(Measuring device photo data)
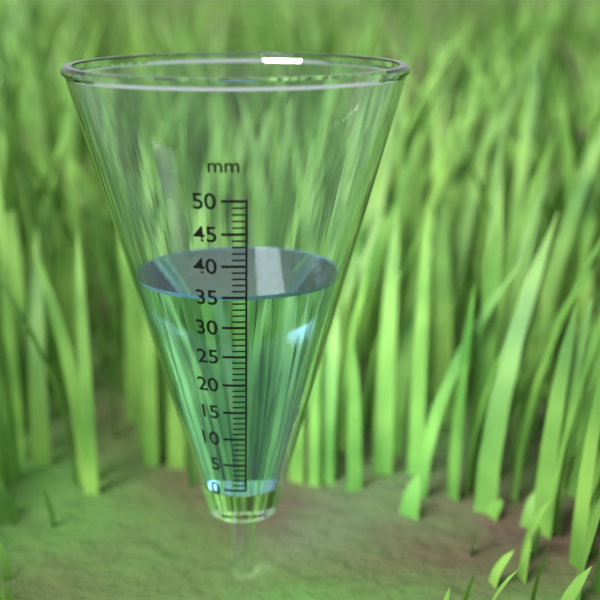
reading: 35 mm
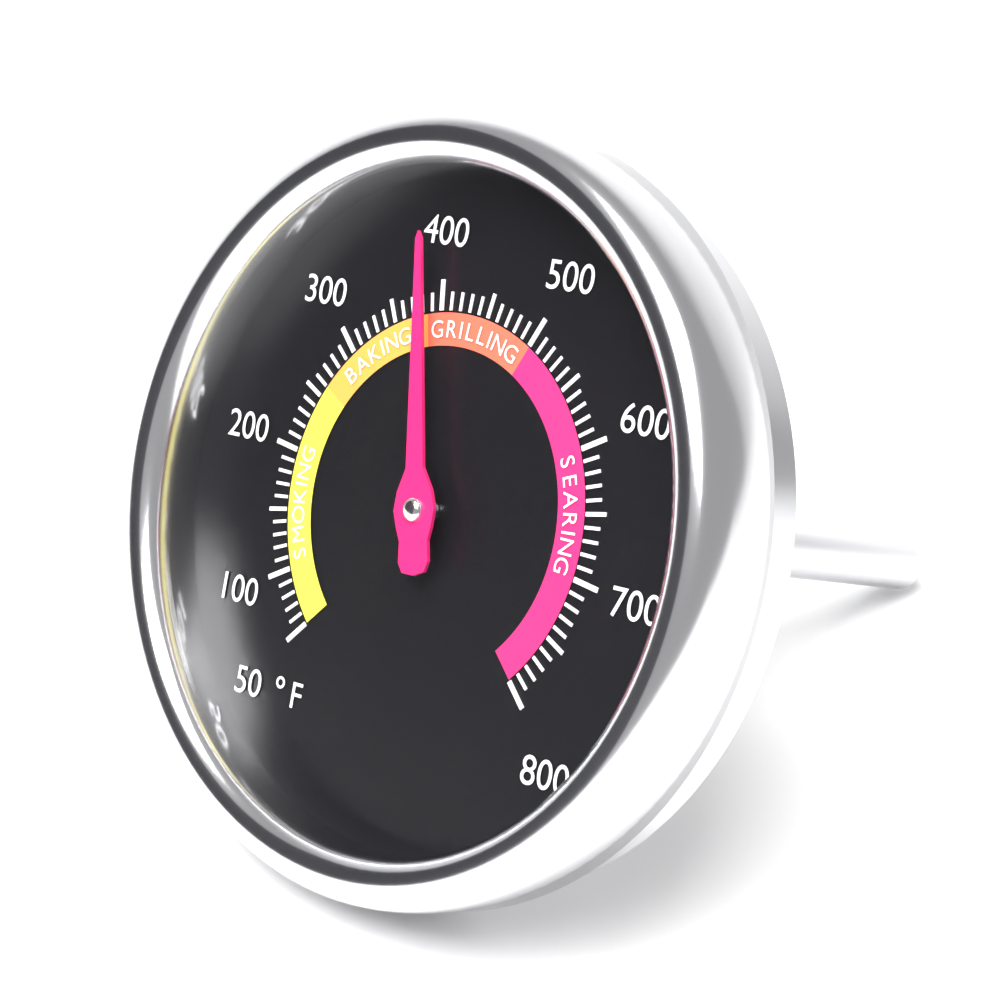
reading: 390 °F
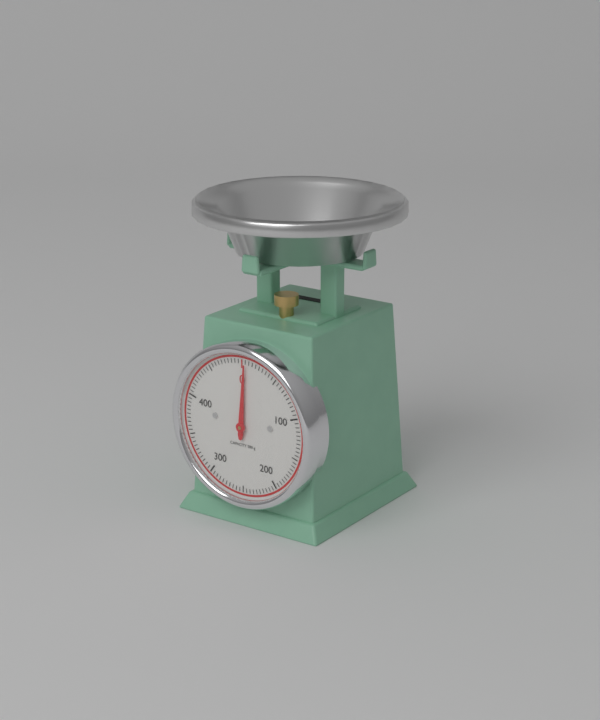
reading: 5 g
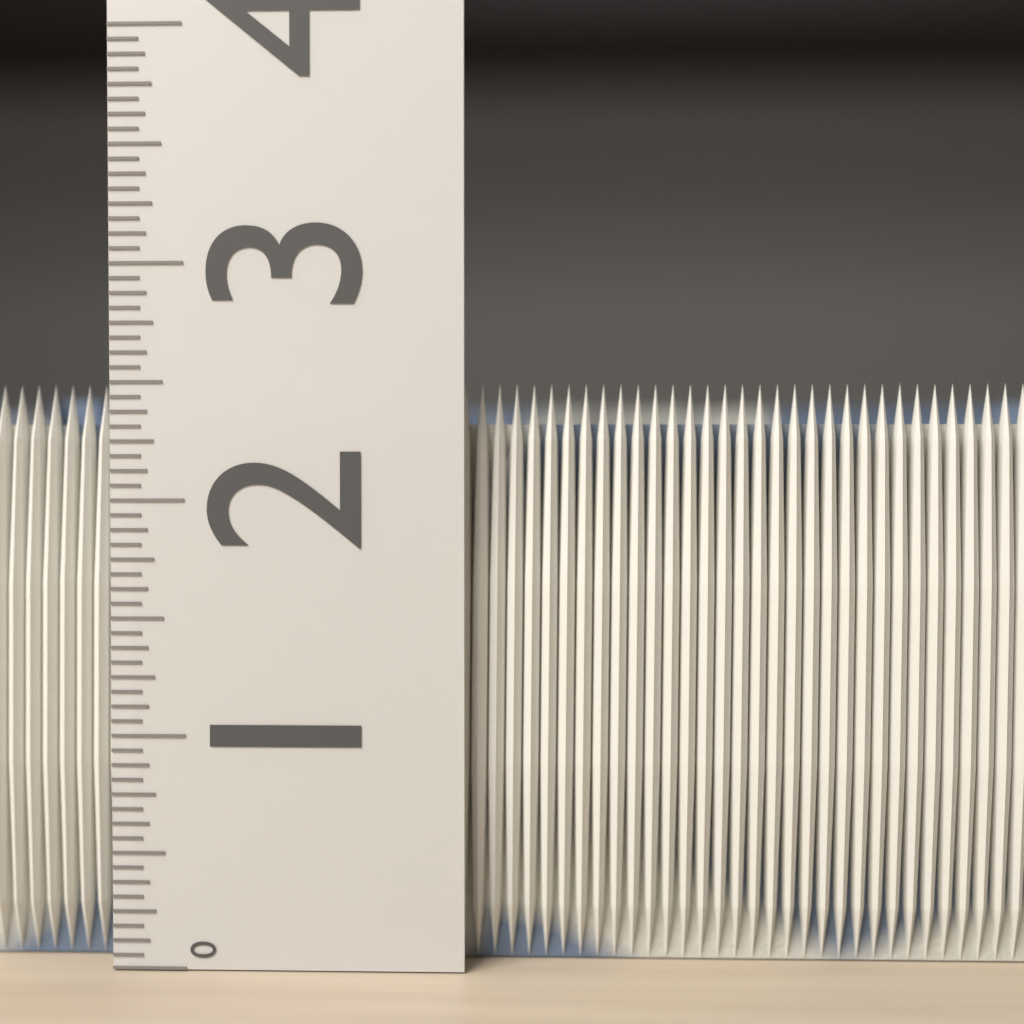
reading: 2.5000 (no unit)
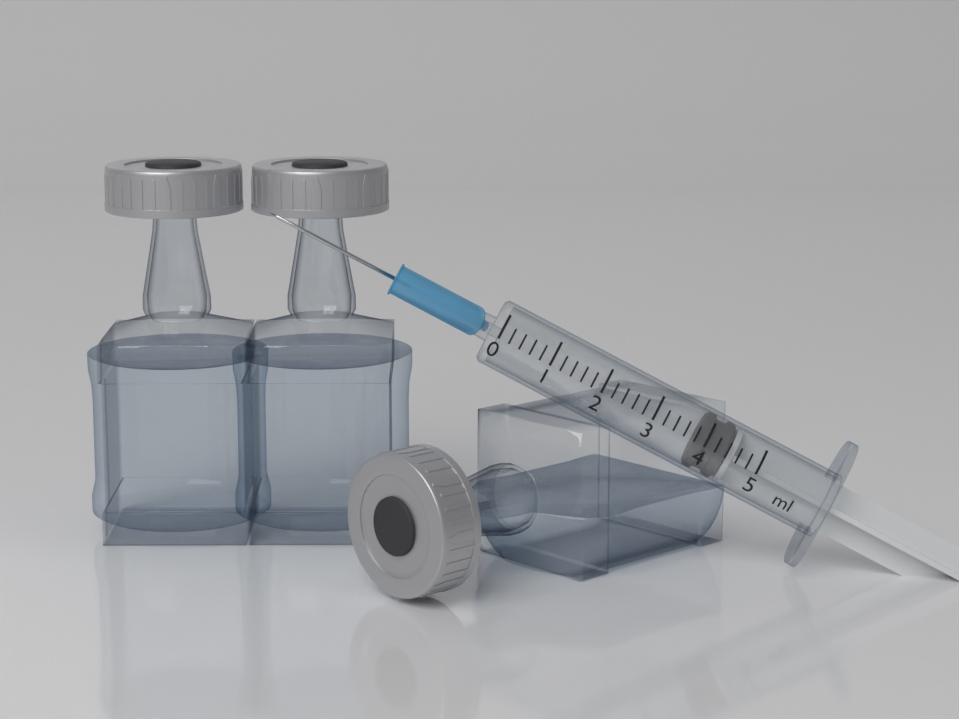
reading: 3.8 ml
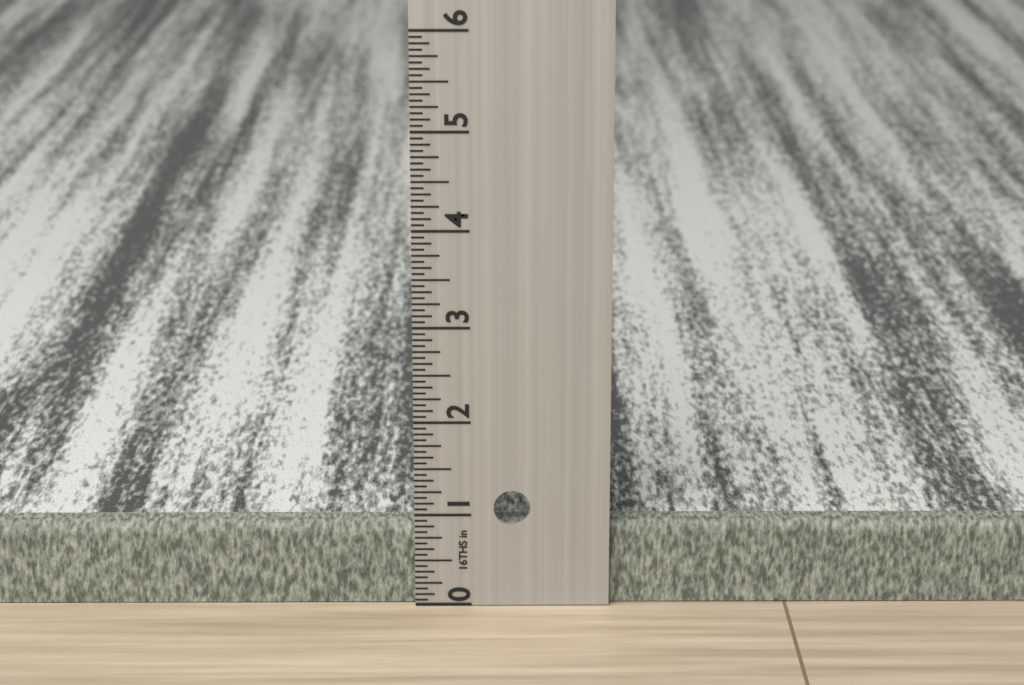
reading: 0.8750 in
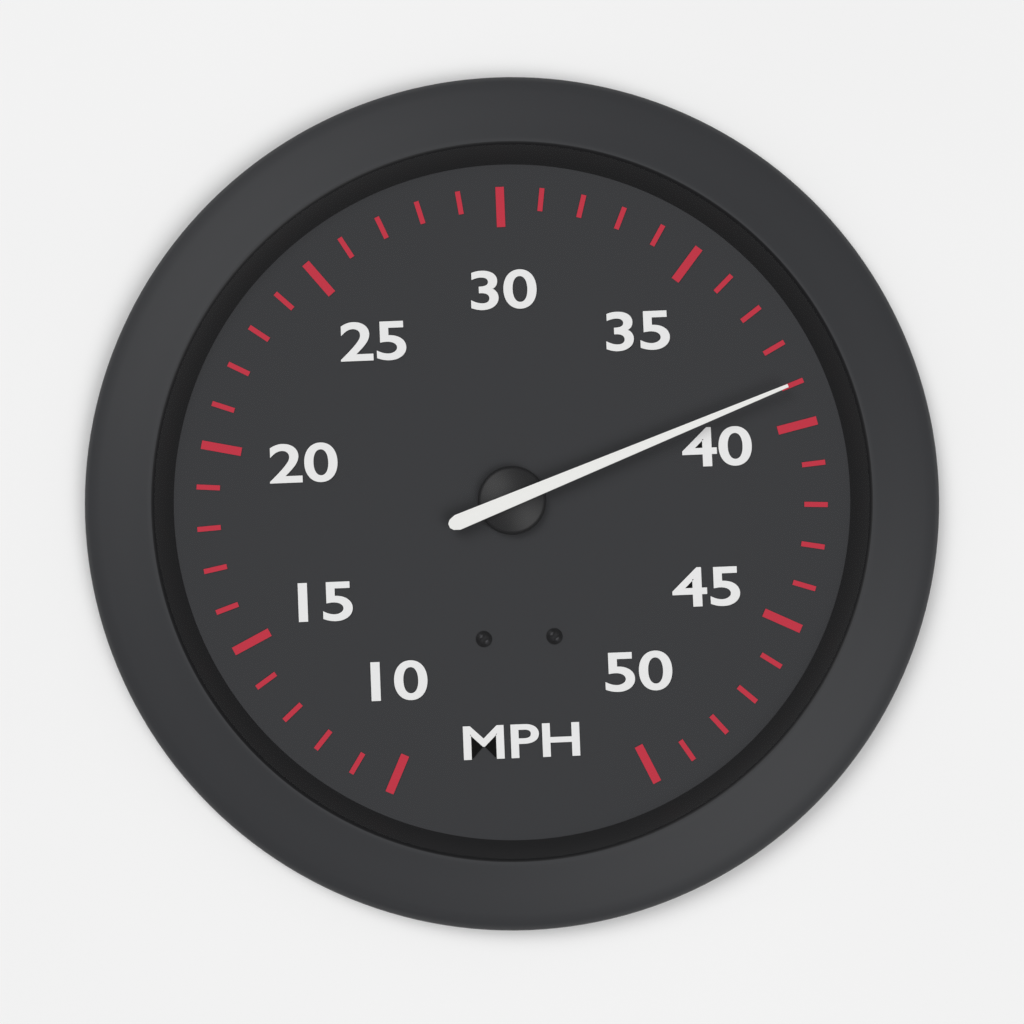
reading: 39 MPH
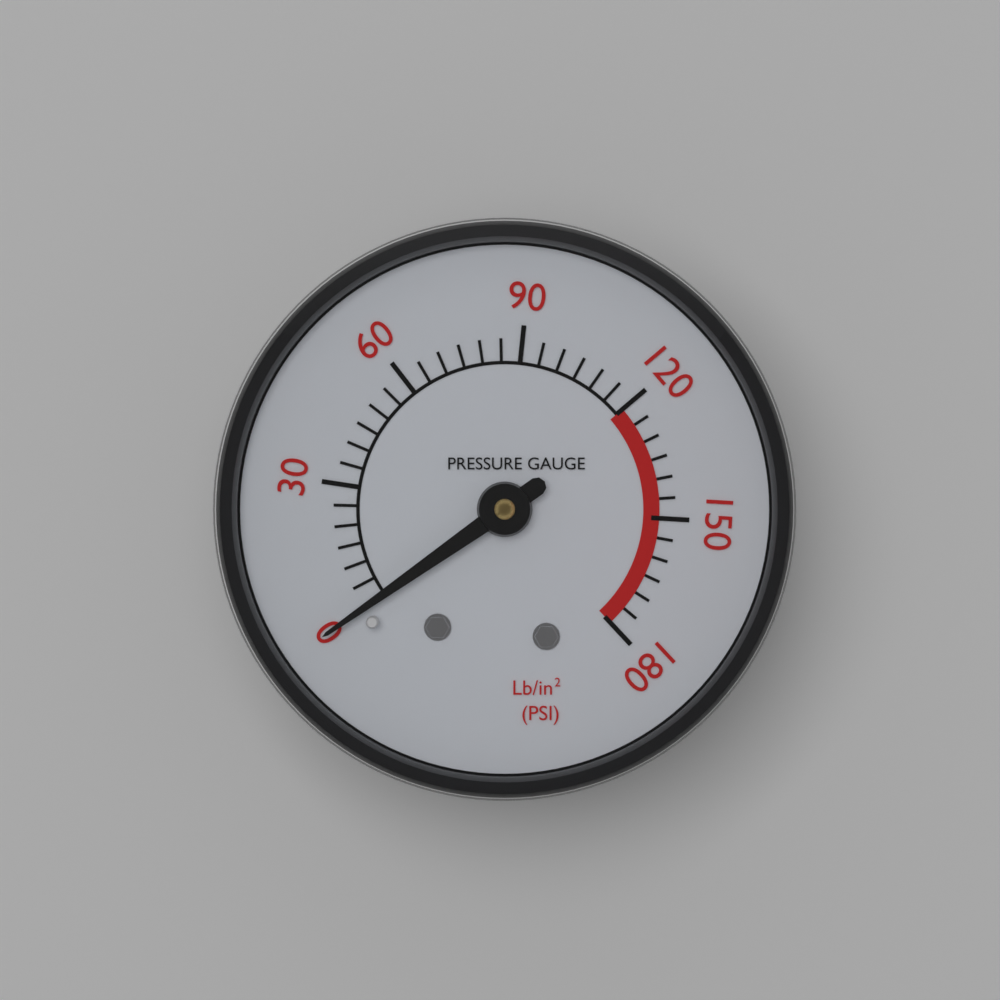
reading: 0 psi
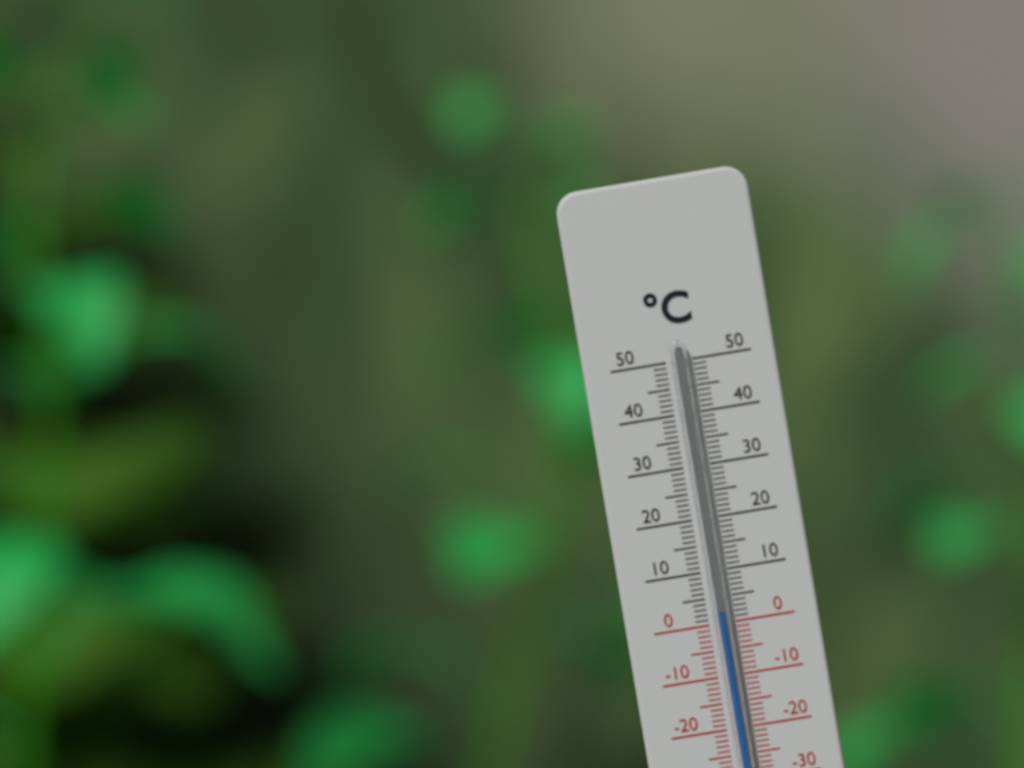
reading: 2 °C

- Task to complete -
Output the data exactly as it appears. The pictures do not belong in it.

- Solution for this exercise -
reading: 35 mm
reading: 390 °F
reading: 5 g
reading: 2.5000 (no unit)
reading: 3.8 ml
reading: 0.8750 in
reading: 39 MPH
reading: 0 psi
reading: 2 °C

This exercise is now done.